Girls are seen as a burden for their families, in part because convention dictates that girls go to live with and contribute to their husband’s family, while boys stay with and support parents through their old age.

As a result, girls are more likely than boys to be denied education. Girls are more likely to be kept home to do domestic work, rather than study. As they grow up, families may seek to unload girls through marriage.


Poverty increases the risk. Parents who are unable to feed their children, or pay for their education costs, may seek a husband for their daughters simply so that the girls can eat.
In interviews for a new report, “Our Time to Sing and Play: Child Marriage in Nepal,” Human Rights Watch documented how girls are disproportionately likely to be sent out to undertake paid labor, at ages as young as 6. Poor girls lack access to education because they are obliged to work instead of going to school, but also because their families cannot afford associated costs for uniforms, pencil, notebooks, etcetera, even when tuition is free. The government does little to ensure that children actually attend school.

Social pressures, include an expectation in some communities, especially traditionally marginalized ones, that girls should marry soon after they begin menstruating, or even before. This makes child marriage not only accepted but expected in some communities. Lack of access to information about sexual and reproductive health, and access to contraceptive supplies, puts children at risk of a rushed marriage in response to, or in fear of, extramarital pregnancy.

The number of children being married off by their families is gradually falling in Nepal. But there are signs that a growing number of children, like Kamala, are themselves choosing child marriage — sometimes — as a way of coping with dire circumstances.

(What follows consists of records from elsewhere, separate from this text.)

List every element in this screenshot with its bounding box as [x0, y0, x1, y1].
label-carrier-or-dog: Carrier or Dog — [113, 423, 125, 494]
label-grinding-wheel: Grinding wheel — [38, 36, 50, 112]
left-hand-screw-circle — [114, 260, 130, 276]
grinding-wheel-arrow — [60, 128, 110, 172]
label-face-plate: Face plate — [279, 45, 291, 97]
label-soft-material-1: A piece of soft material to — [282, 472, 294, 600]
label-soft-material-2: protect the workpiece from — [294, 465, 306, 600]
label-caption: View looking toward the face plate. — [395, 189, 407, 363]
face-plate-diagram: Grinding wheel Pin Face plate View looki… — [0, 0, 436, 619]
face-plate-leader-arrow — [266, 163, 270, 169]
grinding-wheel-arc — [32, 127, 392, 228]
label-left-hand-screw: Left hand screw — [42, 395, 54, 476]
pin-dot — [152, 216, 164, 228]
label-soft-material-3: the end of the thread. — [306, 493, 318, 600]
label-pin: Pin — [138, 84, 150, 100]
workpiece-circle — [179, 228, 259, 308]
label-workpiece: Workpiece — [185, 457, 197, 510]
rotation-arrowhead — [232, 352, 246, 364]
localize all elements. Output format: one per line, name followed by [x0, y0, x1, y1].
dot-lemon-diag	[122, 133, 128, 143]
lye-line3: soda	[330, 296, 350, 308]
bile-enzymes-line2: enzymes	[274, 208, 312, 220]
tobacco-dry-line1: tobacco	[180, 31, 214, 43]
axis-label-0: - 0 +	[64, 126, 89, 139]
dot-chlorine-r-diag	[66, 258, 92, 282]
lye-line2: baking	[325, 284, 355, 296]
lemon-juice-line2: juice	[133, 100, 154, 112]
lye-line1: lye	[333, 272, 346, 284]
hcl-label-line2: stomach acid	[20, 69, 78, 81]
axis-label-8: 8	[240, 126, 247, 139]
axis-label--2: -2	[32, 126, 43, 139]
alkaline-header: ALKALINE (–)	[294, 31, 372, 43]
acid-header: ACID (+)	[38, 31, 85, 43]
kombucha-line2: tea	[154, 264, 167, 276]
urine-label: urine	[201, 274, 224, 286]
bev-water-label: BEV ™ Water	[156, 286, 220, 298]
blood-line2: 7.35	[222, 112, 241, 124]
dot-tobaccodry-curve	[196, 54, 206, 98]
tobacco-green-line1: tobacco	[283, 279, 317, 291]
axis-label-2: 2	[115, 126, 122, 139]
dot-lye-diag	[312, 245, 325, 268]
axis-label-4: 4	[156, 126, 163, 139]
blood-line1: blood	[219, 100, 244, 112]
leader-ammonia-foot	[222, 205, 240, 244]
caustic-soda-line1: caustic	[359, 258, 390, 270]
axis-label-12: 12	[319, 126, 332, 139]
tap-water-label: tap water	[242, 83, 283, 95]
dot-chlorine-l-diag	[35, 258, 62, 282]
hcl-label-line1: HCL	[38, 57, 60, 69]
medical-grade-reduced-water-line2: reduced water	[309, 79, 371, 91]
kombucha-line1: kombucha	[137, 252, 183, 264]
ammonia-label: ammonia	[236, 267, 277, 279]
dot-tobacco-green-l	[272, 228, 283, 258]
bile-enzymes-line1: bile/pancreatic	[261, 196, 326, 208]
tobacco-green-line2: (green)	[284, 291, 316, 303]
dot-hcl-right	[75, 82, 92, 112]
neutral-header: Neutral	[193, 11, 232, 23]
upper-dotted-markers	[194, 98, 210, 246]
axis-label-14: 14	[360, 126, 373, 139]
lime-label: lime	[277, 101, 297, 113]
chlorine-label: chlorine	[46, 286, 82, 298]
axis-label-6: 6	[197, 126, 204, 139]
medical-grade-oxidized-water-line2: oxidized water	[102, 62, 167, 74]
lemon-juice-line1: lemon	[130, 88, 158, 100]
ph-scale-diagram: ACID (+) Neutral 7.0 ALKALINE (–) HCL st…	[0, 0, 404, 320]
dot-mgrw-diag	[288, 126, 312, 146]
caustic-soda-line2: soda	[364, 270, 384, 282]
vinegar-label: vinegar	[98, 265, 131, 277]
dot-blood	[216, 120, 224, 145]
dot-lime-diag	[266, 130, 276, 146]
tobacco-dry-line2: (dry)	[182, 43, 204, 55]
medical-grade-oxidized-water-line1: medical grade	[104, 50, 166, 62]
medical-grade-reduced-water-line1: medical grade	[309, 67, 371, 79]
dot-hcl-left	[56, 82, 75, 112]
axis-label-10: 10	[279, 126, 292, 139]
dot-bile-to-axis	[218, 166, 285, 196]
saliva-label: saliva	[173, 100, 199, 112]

The harm caused by child marriage is well known. Married children usually drop out of school. Married girls often become pregnant quickly — and are expected to do so. Many suffer serious health consequences as a result of early and closely-spaced pregnancies. Their children also often suffer serious health consequences; infant mortality is more prevalent in cases of early pregnancy. Research globally shows that girls who marry younger are at greater risk of domestic violence, and many of the girls we interviewed described violence and rape they suffered in their marital homes.

There is a unique window of opportunity right now to reduce child marriage in Nepal and elsewhere. Under the new U.N. Sustainable Development Goals, launched at the beginning of 2016, countries around the world have pledged to end child marriage by 2030. The issue is receiving growing attention and growing funding. The Nepal government promised to meet the target of ending child marriage by 2030, and has started developing a plan for reaching that goal.

But progress is much too slow. Ending child marriage will take a lot of work. It will require the Nepal government to strengthen and enforce its own law which makes child marriage a crime. The government will need to figure out how to keep children in school, and end harmful child labor. Nepal’s schools should do better at teaching children about family planning, and its government health services need to do more to offer adolescents access to contraception.

None of this is impossible, but none of it is easy. The government spent several years developing a strategy on child marriage that lays out some good ideas, but it lacks the detail needed to launch work on the ground. A detailed plan is in its earliest stages and moving slowly.

It’s time for a more urgent effort to end child marriage in Nepal. 2030 will be here in a flash, and girls like Kamala have no time to wait.